A softer personality.

It takes everything in her not to deflate. She's soft. She’s not a fierce interrogator that the city's criminals murmur about in their lairs, she’s an intimidating softy who's supposed to be a comfort to the mafioso, to keep him calm with all her unintimidating-ness. If that's a word. She’s utterly mortified that she’s come across as such a pushover! She took Ayatsuji’s case and stuck with it, her being the only one to ever do so successfully, and nonetheless, she’s assigned to deal with a child because of her personality!

She hopes Ango can’t tell how horrified and ashamed she is, and she thinks he likely can’t tell. He’s so exhausted he likely can’t tell up from down, and for once she is grateful for her superiors sorry state.

Soft.

Her mother wasn’t soft, she was fierce, powerful and respected. How has she managed to screw this all up so bad?

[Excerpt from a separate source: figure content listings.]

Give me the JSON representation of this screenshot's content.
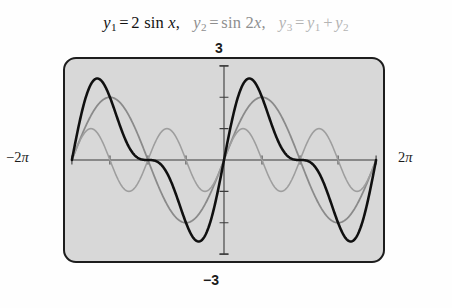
{
  "figure": {
    "title_parts": [
      {
        "name": "y1",
        "lhs": "y",
        "sub": "1",
        "rhs": "2 sin x",
        "color": "#121212",
        "trailing": ","
      },
      {
        "name": "y2",
        "lhs": "y",
        "sub": "2",
        "rhs": "sin 2x",
        "color": "#8e8e8e",
        "trailing": ","
      },
      {
        "name": "y3",
        "lhs": "y",
        "sub": "3",
        "rhs": "y1 + y2",
        "color": "#b4b4b4",
        "trailing": ""
      }
    ],
    "title_text": "y1 = 2 sin x,  y2 = sin 2x,  y3 = y1 + y2",
    "panel_color": "#d8d8d8",
    "border_color": "#1d1d1d"
  },
  "labels": {
    "x_min": "-2",
    "x_min_unit": "π",
    "x_max": "2",
    "x_max_unit": "π",
    "y_max": "3",
    "y_min": "−3"
  },
  "chart_data": {
    "type": "line",
    "xlabel": "",
    "ylabel": "",
    "xlim": [
      -6.283185307,
      6.283185307
    ],
    "ylim": [
      -3,
      3
    ],
    "xtick_labels": [
      "-2π",
      "2π"
    ],
    "ytick_labels": [
      "3",
      "-3"
    ],
    "x_ticks_interval": 1.5707963,
    "y_ticks_interval": 1,
    "grid": false,
    "legend": false,
    "axes_style": "calculator-screen",
    "series": [
      {
        "name": "y1",
        "label": "y₁ = 2 sin x",
        "expression": "2*sin(x)",
        "amplitude": 2,
        "period": 6.283185307,
        "color": "#8a8a8a",
        "width": 1.8,
        "key_points": [
          {
            "x": -6.2832,
            "y": 0
          },
          {
            "x": -4.7124,
            "y": 2
          },
          {
            "x": -3.1416,
            "y": 0
          },
          {
            "x": -1.5708,
            "y": -2
          },
          {
            "x": 0,
            "y": 0
          },
          {
            "x": 1.5708,
            "y": 2
          },
          {
            "x": 3.1416,
            "y": 0
          },
          {
            "x": 4.7124,
            "y": -2
          },
          {
            "x": 6.2832,
            "y": 0
          }
        ]
      },
      {
        "name": "y2",
        "label": "y₂ = sin 2x",
        "expression": "sin(2*x)",
        "amplitude": 1,
        "period": 3.14159265,
        "color": "#9e9e9e",
        "width": 1.6,
        "key_points": [
          {
            "x": -6.2832,
            "y": 0
          },
          {
            "x": -5.4978,
            "y": 1
          },
          {
            "x": -4.7124,
            "y": 0
          },
          {
            "x": -3.927,
            "y": -1
          },
          {
            "x": -3.1416,
            "y": 0
          },
          {
            "x": -2.3562,
            "y": 1
          },
          {
            "x": -1.5708,
            "y": 0
          },
          {
            "x": -0.7854,
            "y": -1
          },
          {
            "x": 0,
            "y": 0
          },
          {
            "x": 0.7854,
            "y": 1
          },
          {
            "x": 1.5708,
            "y": 0
          },
          {
            "x": 2.3562,
            "y": -1
          },
          {
            "x": 3.1416,
            "y": 0
          },
          {
            "x": 3.927,
            "y": 1
          },
          {
            "x": 4.7124,
            "y": 0
          },
          {
            "x": 5.4978,
            "y": -1
          },
          {
            "x": 6.2832,
            "y": 0
          }
        ]
      },
      {
        "name": "y3",
        "label": "y₃ = y₁ + y₂",
        "expression": "2*sin(x)+sin(2*x)",
        "amplitude": 2.598,
        "period": 6.283185307,
        "color": "#101010",
        "width": 2.6,
        "key_points": [
          {
            "x": -6.2832,
            "y": 0
          },
          {
            "x": -5.236,
            "y": 2.598
          },
          {
            "x": -3.1416,
            "y": 0
          },
          {
            "x": -1.047,
            "y": -2.598
          },
          {
            "x": 0,
            "y": 0
          },
          {
            "x": 1.047,
            "y": 2.598
          },
          {
            "x": 3.1416,
            "y": 0
          },
          {
            "x": 5.236,
            "y": -2.598
          },
          {
            "x": 6.2832,
            "y": 0
          }
        ]
      }
    ]
  }
}
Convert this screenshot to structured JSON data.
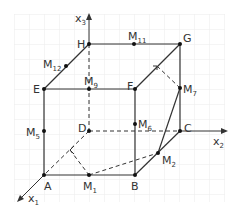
{
  "colors": {
    "grid": "#ebebeb",
    "line": "#333333",
    "text": "#333333",
    "background": "#ffffff"
  },
  "axes": [
    {
      "id": "x1",
      "label": "x",
      "sub": "1"
    },
    {
      "id": "x2",
      "label": "x",
      "sub": "2"
    },
    {
      "id": "x3",
      "label": "x",
      "sub": "3"
    }
  ],
  "vertices": [
    {
      "name": "A",
      "label": "A"
    },
    {
      "name": "B",
      "label": "B"
    },
    {
      "name": "C",
      "label": "C"
    },
    {
      "name": "D",
      "label": "D"
    },
    {
      "name": "E",
      "label": "E"
    },
    {
      "name": "F",
      "label": "F"
    },
    {
      "name": "G",
      "label": "G"
    },
    {
      "name": "H",
      "label": "H"
    }
  ],
  "midpoints": [
    {
      "name": "M1",
      "label": "M",
      "sub": "1"
    },
    {
      "name": "M2",
      "label": "M",
      "sub": "2"
    },
    {
      "name": "M5",
      "label": "M",
      "sub": "5"
    },
    {
      "name": "M6",
      "label": "M",
      "sub": "6"
    },
    {
      "name": "M7",
      "label": "M",
      "sub": "7"
    },
    {
      "name": "M9",
      "label": "M",
      "sub": "9"
    },
    {
      "name": "M11",
      "label": "M",
      "sub": "11"
    },
    {
      "name": "M12",
      "label": "M",
      "sub": "12"
    }
  ]
}
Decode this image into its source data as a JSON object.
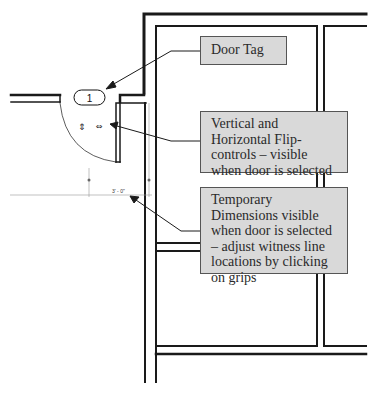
{
  "diagram": {
    "type": "architectural floor plan annotation",
    "door_tag": {
      "number": "1"
    },
    "temporary_dimension": {
      "value": "3' - 0\""
    },
    "flip_controls": {
      "vertical_glyph": "⇕",
      "horizontal_glyph": "⇔"
    },
    "callouts": [
      {
        "id": "door-tag",
        "text": "Door Tag"
      },
      {
        "id": "flip-controls",
        "text": "Vertical and Horizontal Flip-controls – visible when door is selected"
      },
      {
        "id": "temporary-dimensions",
        "text": "Temporary Dimensions visible when door is selected – adjust witness line locations by clicking on grips"
      }
    ],
    "colors": {
      "wall": "#1a1a1a",
      "callout_fill": "#d9d9d9",
      "callout_border": "#555555",
      "callout_text": "#2a2a2a",
      "dimension_line": "#999999"
    }
  }
}
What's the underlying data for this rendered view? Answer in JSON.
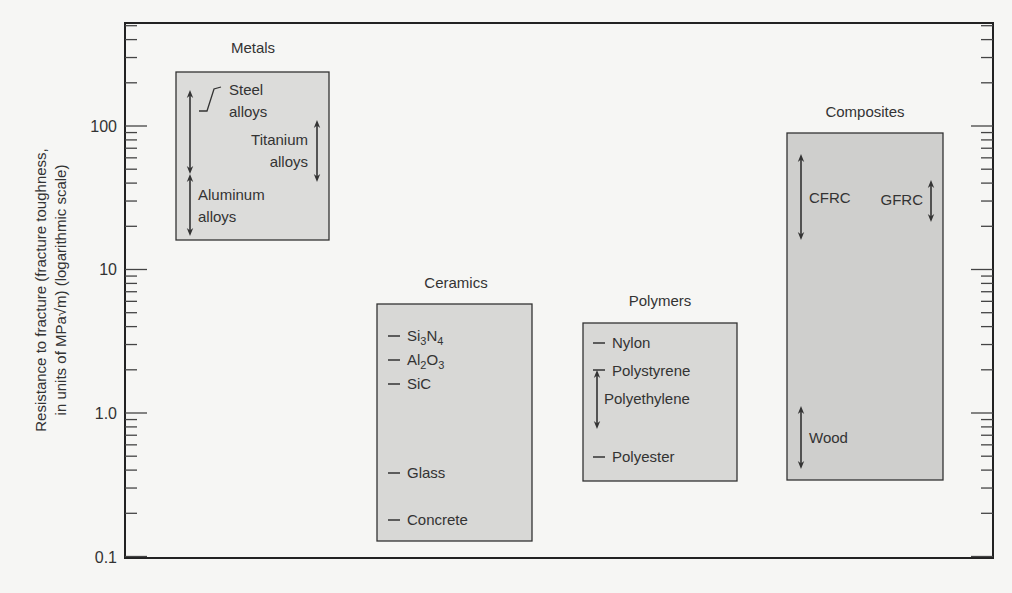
{
  "chart_data": {
    "type": "range-bar",
    "title": "",
    "xlabel": "",
    "ylabel_line1": "Resistance to fracture (fracture toughness,",
    "ylabel_line2": "in units of MPa√m) (logarithmic scale)",
    "yscale": "log",
    "ylim": [
      0.1,
      300
    ],
    "yticks": [
      {
        "value": 0.1,
        "label": "0.1"
      },
      {
        "value": 1.0,
        "label": "1.0"
      },
      {
        "value": 10,
        "label": "10"
      },
      {
        "value": 100,
        "label": "100"
      }
    ],
    "grid": false,
    "legend": "none",
    "categories": [
      {
        "name": "Metals",
        "range": [
          16,
          240
        ],
        "materials": [
          {
            "name": "Steel alloys",
            "range": [
              40,
              160
            ],
            "marker": "arrow"
          },
          {
            "name": "Titanium alloys",
            "range": [
              44,
              105
            ],
            "marker": "arrow"
          },
          {
            "name": "Aluminum alloys",
            "range": [
              18,
              48
            ],
            "marker": "arrow"
          }
        ]
      },
      {
        "name": "Ceramics",
        "range": [
          0.13,
          5.7
        ],
        "materials": [
          {
            "name": "Si3N4",
            "value": 4.5,
            "marker": "dash"
          },
          {
            "name": "Al2O3",
            "value": 3.5,
            "marker": "dash"
          },
          {
            "name": "SiC",
            "value": 2.8,
            "marker": "dash"
          },
          {
            "name": "Glass",
            "value": 0.35,
            "marker": "dash"
          },
          {
            "name": "Concrete",
            "value": 0.15,
            "marker": "dash"
          }
        ]
      },
      {
        "name": "Polymers",
        "range": [
          0.34,
          4.2
        ],
        "materials": [
          {
            "name": "Nylon",
            "value": 3.0,
            "marker": "dash"
          },
          {
            "name": "Polystyrene",
            "value": 2.1,
            "marker": "dash"
          },
          {
            "name": "Polyethylene",
            "range": [
              0.9,
              2.0
            ],
            "marker": "arrow"
          },
          {
            "name": "Polyester",
            "value": 0.55,
            "marker": "dash"
          }
        ]
      },
      {
        "name": "Composites",
        "range": [
          0.34,
          89
        ],
        "materials": [
          {
            "name": "CFRC",
            "range": [
              15,
              68
            ],
            "marker": "arrow"
          },
          {
            "name": "GFRC",
            "range": [
              30,
              46
            ],
            "marker": "arrow"
          },
          {
            "name": "Wood",
            "range": [
              0.37,
              1.3
            ],
            "marker": "arrow"
          }
        ]
      }
    ]
  },
  "labels": {
    "metals": "Metals",
    "ceramics": "Ceramics",
    "polymers": "Polymers",
    "composites": "Composites",
    "steel_1": "Steel",
    "steel_2": "alloys",
    "titanium_1": "Titanium",
    "titanium_2": "alloys",
    "aluminum_1": "Aluminum",
    "aluminum_2": "alloys",
    "si3n4_a": "Si",
    "si3n4_b": "3",
    "si3n4_c": "N",
    "si3n4_d": "4",
    "al2o3_a": "Al",
    "al2o3_b": "2",
    "al2o3_c": "O",
    "al2o3_d": "3",
    "sic": "SiC",
    "glass": "Glass",
    "concrete": "Concrete",
    "nylon": "Nylon",
    "polystyrene": "Polystyrene",
    "polyethylene": "Polyethylene",
    "polyester": "Polyester",
    "cfrc": "CFRC",
    "gfrc": "GFRC",
    "wood": "Wood"
  },
  "colors": {
    "box_fill": "#d6d6d4",
    "box_fill_dark": "#c9c9c7",
    "axis": "#222222",
    "background": "#f6f6f4"
  }
}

She mopes all the way to the holding cell, going over every mistake she’s ever made in her head in an attempt to figure out where she’s gone wrong in her professional career, when she reaches the door. Two men in suits stand with weapons at the ready in front of the door, they’re intimidating and she can’t seem to recognize them. A different division, perhaps? That’s a little interesting and not what she expected. She hadn’t been given much of a rundown on who was on the other side of the door, just that they were young and not particularly talkative with the other agents.